For which observatory and wavelengths? Front end or IF stage?

Most of them have in significant house capability for design of the main
amplifier and correlator electronics. They tend to use mass produced
dishes and then add custom interchangeable front ends.

We did aperture synthesis in permitted bands from 151MHz up to 31GHz.
There were tube based power oscilators in the '40s that would drive a
syncronous motor, and could be crystal controlled, so it's taken you 70
years to get it right?

I already told you synchronous motors got phased out around the 60's and
70's in favour of steppers. But computer controlled servos and before
that in some sites paper tape controlled tracking was used.

Regards,
Martin Brown
 
M

Martin Brown

We built complete, custom microwave receivers for several, but they
didn't tell us the customer's names. They used a LNA at the feedhorn
and fed the output to our equipment. We were rarely told who the
customer was, unless it was a turnkey package or a rush order when they
would tag something to give it the highest priority.

So the first IF gain stage receiver at the dish after the cryogenic LNA?

What a strange place you worked.

The only production slots in our factory that did not have a customer
name on them were the ones being built on spec to avoid line stalls.

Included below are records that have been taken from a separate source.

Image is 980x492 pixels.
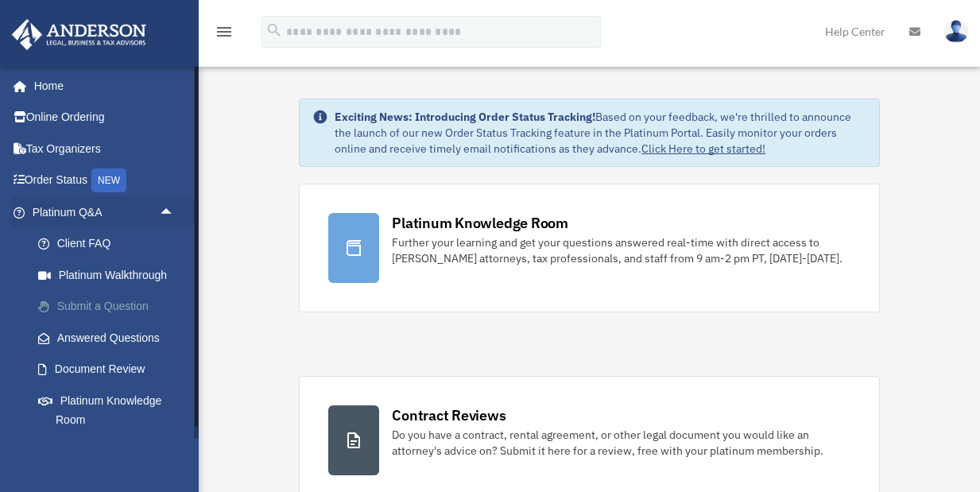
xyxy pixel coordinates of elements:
i: menu [215,23,234,42]
div: Further your learning and get your questions answered real-time with direct access to [PERSON_NAM... [391,235,850,266]
a: menu [215,28,234,42]
div: Platinum Knowledge Room [391,213,568,233]
i: search [265,22,283,39]
a: Order StatusNEW [11,165,198,198]
strong: Exciting News: Introducing Order Status Tracking! [334,110,595,124]
div: Do you have a contract, rental agreement, or other legal document you would like an attorney's ad... [391,427,850,458]
a: Submit a Question [23,291,198,323]
a: Client FAQ [23,228,198,260]
a: Platinum Knowledge Room Further your learning and get your questions answered real-time with dire... [299,184,879,313]
div: NEW [91,169,126,192]
a: Online Ordering [11,101,198,133]
div: Contract Reviews [391,405,505,425]
a: Platinum Walkthrough [23,259,198,291]
img: Anderson Advisors Platinum Portal [7,19,151,50]
img: User Pic [944,20,967,43]
a: Platinum Knowledge Room [23,385,198,436]
a: Answered Questions [23,322,198,353]
a: Click Here to get started! [641,141,765,156]
a: Platinum Q&Aarrow_drop_up [11,197,198,228]
a: Home [11,70,191,101]
a: Tax Organizers [11,132,198,165]
a: Document Review [23,353,198,385]
a: Tax & Bookkeeping Packages [23,436,198,487]
div: Based on your feedback, we're thrilled to announce the launch of our new Order Status Tracking fe... [334,109,865,157]
span: arrow_drop_up [159,197,191,229]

I can't see NRAO subcontracting out microwave receivers without going to
the suppliers to acceptance test them (and I certainly can't imagine
them paying extra for quick delivery - less for slow delivery maybe).
The VLA would want sets of 30 which would be a bit of a give-away.
What I described was for those motors, before a computer was
available.

For a price that was nothing like justifiable for the task. The old
synchronous clock motors were good enough. The mechanical gears caused
periodic errors that were way bigger than systematic mains drift.

But the fact remains mains drift was noticeable on a cold winters night.